Avanti Popolo; war drama / road movie, Israel, 1986; D: Rafi Bukai, S: Salim Dau, Suhel Haddad, Tuvia Gelber, Danny Segev
The last day of the Six-Day War. After they buried a dead companion and killed another one for wanting to continue to fight, two Egyptian soldiers, Haled and Gassan, walk by foot across the Sinai desert to reach the Suez canal. Along their way, they pass by a deserted Egyptian outpost and reach a UN Jeep with a dead UN observer in it, where they find whiskey. A British reporter arrives with Israeli soldiers, picks up Haled and Gassan in his van, but immediately throws them out after Gassan throws up on him. Haled is able to turn on the UN Jeep, but it gets stuck in the sand. The two get captured by Israeli soldiers who bring them along, but the next morning, the Israelis accidentaly walk into a minefield and die. Another group of Israeli soldiers shows up and starts chasing Haled and Gassan. Haled is shot first, while Gassan is shot at the Suez canal, as Egyptian soldiers exchange fire with Israeli soldiers.
A rare movie about the Six-Day War between Israel and Egypt, "Avanti Popolo" is unusal since it actually depicts the story shown from the perspective of two Egyptian soldiers, Haled and Gassan, and not from the Israeli perspective. The Egyptian soldiers were thus given a humane dimension, almost as three-dimensional characters. The episodic story is problematic, though, as it is structured as a road movie where they walk by foot across Sinai, and thus feels somewhat disjointed and random overall. Filmed in aesthetic locations with several good frames of sand dunes and moutains in the Sinai desert, "Avanti Popolo" is still more inspired cinematography-wise than narrative-wise, as it lacks a tighter narrative with a goal. One of the best episodes is when the Egyptian soldiers arrive at a Jeep with a dead UN observer, and Gassan, a struggling actor, finally opens up as the viewers discover a lot about him, whether it is his comment about the Swedish UN observer ("Even dead they look better than us!") or the irony of his first theater role ("I play a Jew! Shylock from the Merchant of Venice!"). Surprisingly, Israeli soldiers are depicted in worse light than the Egyptian protagonists, especially in the dark ending where a IDF unit just spots a wounded Israeli soldier and immediately starts shooting and chasing after Haled and Gassan, not even trying to listen to them that they were just helping the wounded IDF soldier who stumbled upon a minefield. The movie created the feeling of randomness and chaos of war, yet it still feels it needed a better and different storyframing than the one we got.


TASK OBJECTIVE:
Check every line of the data below for the string "marker", and copy the ones that hold it.

EXERCISE INPUTS:
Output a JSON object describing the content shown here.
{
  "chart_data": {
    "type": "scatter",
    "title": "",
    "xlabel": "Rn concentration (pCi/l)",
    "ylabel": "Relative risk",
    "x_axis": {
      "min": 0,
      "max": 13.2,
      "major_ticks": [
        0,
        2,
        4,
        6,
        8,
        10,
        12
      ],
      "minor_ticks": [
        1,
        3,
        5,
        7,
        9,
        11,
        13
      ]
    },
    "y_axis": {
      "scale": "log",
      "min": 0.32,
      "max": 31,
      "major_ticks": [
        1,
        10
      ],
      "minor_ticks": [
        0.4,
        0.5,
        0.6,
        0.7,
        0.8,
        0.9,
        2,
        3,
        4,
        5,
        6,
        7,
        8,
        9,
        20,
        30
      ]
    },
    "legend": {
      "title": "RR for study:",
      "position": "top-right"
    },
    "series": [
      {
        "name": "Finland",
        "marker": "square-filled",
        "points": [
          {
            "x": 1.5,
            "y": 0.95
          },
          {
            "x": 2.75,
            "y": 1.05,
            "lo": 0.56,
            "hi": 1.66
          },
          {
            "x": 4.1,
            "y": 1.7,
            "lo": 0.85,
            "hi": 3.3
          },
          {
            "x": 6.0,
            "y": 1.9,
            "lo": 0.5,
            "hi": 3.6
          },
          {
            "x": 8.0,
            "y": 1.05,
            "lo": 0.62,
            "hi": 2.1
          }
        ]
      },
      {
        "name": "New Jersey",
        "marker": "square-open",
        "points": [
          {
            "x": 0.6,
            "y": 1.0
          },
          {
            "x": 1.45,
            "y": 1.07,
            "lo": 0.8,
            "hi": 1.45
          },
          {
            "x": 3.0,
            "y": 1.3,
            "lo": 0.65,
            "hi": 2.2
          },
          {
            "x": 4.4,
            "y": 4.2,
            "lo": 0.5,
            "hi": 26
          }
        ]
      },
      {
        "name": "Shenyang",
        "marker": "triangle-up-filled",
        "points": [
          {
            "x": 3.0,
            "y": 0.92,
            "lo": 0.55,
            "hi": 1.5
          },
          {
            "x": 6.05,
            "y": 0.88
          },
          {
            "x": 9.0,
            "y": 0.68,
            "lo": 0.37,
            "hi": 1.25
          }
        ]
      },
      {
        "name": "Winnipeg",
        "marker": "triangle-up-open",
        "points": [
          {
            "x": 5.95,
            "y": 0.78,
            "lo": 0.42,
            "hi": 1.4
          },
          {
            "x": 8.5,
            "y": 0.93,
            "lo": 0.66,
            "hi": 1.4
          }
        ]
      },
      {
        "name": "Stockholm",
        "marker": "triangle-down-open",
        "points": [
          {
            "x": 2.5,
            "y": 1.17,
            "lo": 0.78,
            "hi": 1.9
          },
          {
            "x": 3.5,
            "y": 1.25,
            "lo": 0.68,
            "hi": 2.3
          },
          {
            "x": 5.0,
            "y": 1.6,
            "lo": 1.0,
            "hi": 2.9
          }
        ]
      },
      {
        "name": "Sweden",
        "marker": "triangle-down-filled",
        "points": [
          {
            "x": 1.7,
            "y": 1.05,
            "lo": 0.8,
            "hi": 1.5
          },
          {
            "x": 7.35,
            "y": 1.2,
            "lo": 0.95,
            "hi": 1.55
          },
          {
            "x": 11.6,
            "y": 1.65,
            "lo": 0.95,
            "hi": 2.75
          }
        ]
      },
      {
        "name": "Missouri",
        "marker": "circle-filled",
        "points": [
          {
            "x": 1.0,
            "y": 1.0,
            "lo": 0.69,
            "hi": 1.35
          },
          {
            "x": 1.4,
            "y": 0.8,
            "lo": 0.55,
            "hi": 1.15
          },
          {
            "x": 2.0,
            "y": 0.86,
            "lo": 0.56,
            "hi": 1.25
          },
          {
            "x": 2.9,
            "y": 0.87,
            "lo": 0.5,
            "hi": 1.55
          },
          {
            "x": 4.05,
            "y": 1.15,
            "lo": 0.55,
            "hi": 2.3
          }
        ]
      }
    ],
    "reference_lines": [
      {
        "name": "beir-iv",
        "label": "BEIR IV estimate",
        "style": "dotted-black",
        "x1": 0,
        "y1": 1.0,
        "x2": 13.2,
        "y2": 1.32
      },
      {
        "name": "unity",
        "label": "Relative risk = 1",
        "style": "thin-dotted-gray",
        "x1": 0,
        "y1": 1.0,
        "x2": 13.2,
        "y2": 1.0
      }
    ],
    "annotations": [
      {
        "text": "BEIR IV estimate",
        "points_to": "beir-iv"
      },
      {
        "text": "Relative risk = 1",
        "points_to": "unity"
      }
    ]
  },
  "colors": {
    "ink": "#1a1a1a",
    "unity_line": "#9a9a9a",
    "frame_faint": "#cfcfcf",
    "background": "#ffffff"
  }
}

WRITTEN RESPONSE:
        "marker": "square-filled",
        "marker": "square-open",
        "marker": "triangle-up-filled",
        "marker": "triangle-up-open",
        "marker": "triangle-down-open",
        "marker": "triangle-down-filled",
        "marker": "circle-filled",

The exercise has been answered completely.